Somewhere, out there, there must be a book which provides a decent analysis and critique, from a socialist perspective, of the SNP and the SNP minority government which has been in power at Holyrood since May 2007. Unfortunately — for reader and author alike — Tom Gallagher’s recently published work is not that book.
The book begins with a history of Scotland from the Treaty of Union of 1707 through to the SNP’s election victory three centuries later. It is the good part of the book.
The Union of 1707, Gallagher explains (like countless others before him) was not an act of annexation. On the contrary, it left many of the main Scottish institutions intact. Nor was the Union something which lacked support in Scotland: there was a Unionist tradition in Scotland dating back to the early sixteenth century.
The Treaty of Union opened up England’s colonial possessions to Scottish merchants and facilitated the initial “accumulation of capital” needed to transform the Scottish economy. In the course of the nineteenth century, Scotland’s economy emerged as one of the most industrialised in the world.
Scotland’s relation to England was therefore anything but that of a colony.
In the early twentieth century, as continental competitors began to make inroads into British economic hegemony, the first voices which questioned the value of the Union for Scotland began to be raised.
But the shared experiences of the Second World War and the post-war Labour government’s creation of an all-British welfare state quickly stifled such voices, at least until the 1960s.
In the course of the 1960s the manifest failure of the Westminster government to prevent the ongoing decline of the Scottish economy, together with the discovery of North Sea oil, re-opened the political space for the argument that Scotland would do better as an independent state.
The ongoing decline of the institutions which had “bonded” together the constituent parts of the British state provided further grist to the Scottish-nationalist mill. So too did the collapse of Scottish support for the major Unionist parties, firstly for the Tories after their adoption of Thatcherism, and then for New Labour after its own adoption of Thatcherism.
Devolution in 1997 actually resulted in a sudden collapse in support for the SNP. However the sorry record in power of the two Labour-Liberal Democratic Holyrood administrations (1999-2003, and 2003-2007) resulted in a revival of the SNP’s fortunes.
Fully one half of Gallagher’s book is taken up with this historical background to the rise of the SNP.
Gallagher’s critique of the SNP in power constantly struggles, albeit unsuccessfully, to raise itself above a loose and sometimes repetitive pastiche of journalistic anecdotes and cyberspace chatter.
True enough, there is no shortages of such anecdotes and chatter: Catholics, Islamists, Donald Trump, rich Americans, bankers, rich Scots, nuclear power, the Lewis chessmen, Andy Murray, Trotskyites (sic), William Wallace, Ireland, Qatar, Kosova, Mary, Queen of Scots, quangocrats, the Lisbon Treaty, Berwick-on-Tweed, Jahangir Hanif …
And, true enough, some of the anecdotes and chatter are almost interesting. But what they do not add up to is anything even half-approaching a serious political analysis of the SNP.
In fairness to Gallagher, it could be argued that because the SNP is such an “all things to all people” kind of party, a rounded and holistic analysis of its politics is impossible.
But Gallagher’s vitriolic contempt for the SNP and his sometimes personalised attacks do little to raise the political level of the book, even if the vitriol does not reach the level achieved by Gallagher in some of his other writings on the SNP.
Gallagher’s right-wing leanings – expressed, for example in his sneers about “anti-fascist rhetoric” and “class war rhetoric which has been gathering dust for decades” — only reinforce the book’s shortcomings.
In some ways, though, this is a pity. Somewhere within The Illusion of Freedom there is a serious book trying to escape. Unfortunately, however, the dead weight of Gallagher’s prose renders futile any such attempt at escape.
Although Gallagher never fully developes it, his basic argument is that post-1707 Scotland (like pre-1707 Scotland) was socially and politically conservative, and governed over by vested interests hostile to any idea of participatory democracy. And the SNP belongs to that tradition.
For all its rhetoric and apparent radicalism, the SNP would rule even an independent Scotland in the same top-down and non-participatory manner as its predecessors over the past three centuries.
It is in that sense that the SNP promise of an independent Scotland, governed by the SNP, offers only the illusion, and not the reality of freedom.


WORK ORDER. Determine how many lines of the listing below include the string "elements". Output the number and nothing more.

THE DATA.
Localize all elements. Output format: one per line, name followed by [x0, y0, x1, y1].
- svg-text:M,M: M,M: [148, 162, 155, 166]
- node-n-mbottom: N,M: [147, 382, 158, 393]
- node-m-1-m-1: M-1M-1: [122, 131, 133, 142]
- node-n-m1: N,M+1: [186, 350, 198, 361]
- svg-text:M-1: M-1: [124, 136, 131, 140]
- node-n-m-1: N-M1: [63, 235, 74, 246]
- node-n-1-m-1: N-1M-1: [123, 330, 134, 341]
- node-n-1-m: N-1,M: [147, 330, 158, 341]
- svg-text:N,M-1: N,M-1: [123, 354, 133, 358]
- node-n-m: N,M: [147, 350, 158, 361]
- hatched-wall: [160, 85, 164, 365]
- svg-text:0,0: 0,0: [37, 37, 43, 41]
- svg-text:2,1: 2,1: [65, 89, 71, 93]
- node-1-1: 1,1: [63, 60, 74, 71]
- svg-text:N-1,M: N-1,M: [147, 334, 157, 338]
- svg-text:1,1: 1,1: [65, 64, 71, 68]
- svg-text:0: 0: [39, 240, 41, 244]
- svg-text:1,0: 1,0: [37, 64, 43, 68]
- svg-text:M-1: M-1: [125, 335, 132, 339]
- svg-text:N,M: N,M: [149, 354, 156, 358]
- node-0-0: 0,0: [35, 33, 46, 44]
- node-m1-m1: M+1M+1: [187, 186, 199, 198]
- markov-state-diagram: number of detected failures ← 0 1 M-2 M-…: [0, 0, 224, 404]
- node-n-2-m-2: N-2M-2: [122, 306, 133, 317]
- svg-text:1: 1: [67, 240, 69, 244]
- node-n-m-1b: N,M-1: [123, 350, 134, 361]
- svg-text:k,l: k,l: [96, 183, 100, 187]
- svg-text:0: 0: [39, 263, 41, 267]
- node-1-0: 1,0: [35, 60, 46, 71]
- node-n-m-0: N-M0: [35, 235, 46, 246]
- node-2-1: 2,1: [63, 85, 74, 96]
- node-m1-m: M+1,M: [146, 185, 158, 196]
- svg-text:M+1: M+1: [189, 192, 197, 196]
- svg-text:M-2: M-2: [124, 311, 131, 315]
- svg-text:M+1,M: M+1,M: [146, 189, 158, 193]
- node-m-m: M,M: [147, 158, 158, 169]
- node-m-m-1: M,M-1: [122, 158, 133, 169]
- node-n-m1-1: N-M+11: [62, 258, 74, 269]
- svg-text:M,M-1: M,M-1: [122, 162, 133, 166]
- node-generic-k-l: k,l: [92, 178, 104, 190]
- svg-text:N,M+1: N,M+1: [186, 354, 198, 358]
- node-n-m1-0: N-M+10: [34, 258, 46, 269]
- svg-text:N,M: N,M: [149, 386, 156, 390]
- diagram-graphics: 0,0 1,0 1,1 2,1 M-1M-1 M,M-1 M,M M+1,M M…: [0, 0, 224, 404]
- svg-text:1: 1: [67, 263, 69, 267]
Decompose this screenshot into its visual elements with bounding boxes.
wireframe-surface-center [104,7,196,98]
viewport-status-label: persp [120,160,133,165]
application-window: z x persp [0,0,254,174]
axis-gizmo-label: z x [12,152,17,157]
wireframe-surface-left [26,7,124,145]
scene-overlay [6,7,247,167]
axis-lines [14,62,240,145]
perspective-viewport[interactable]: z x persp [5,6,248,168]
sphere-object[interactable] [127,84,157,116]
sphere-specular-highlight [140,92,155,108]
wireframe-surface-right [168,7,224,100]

RESPONSE FOR THIS EXERCISE. 2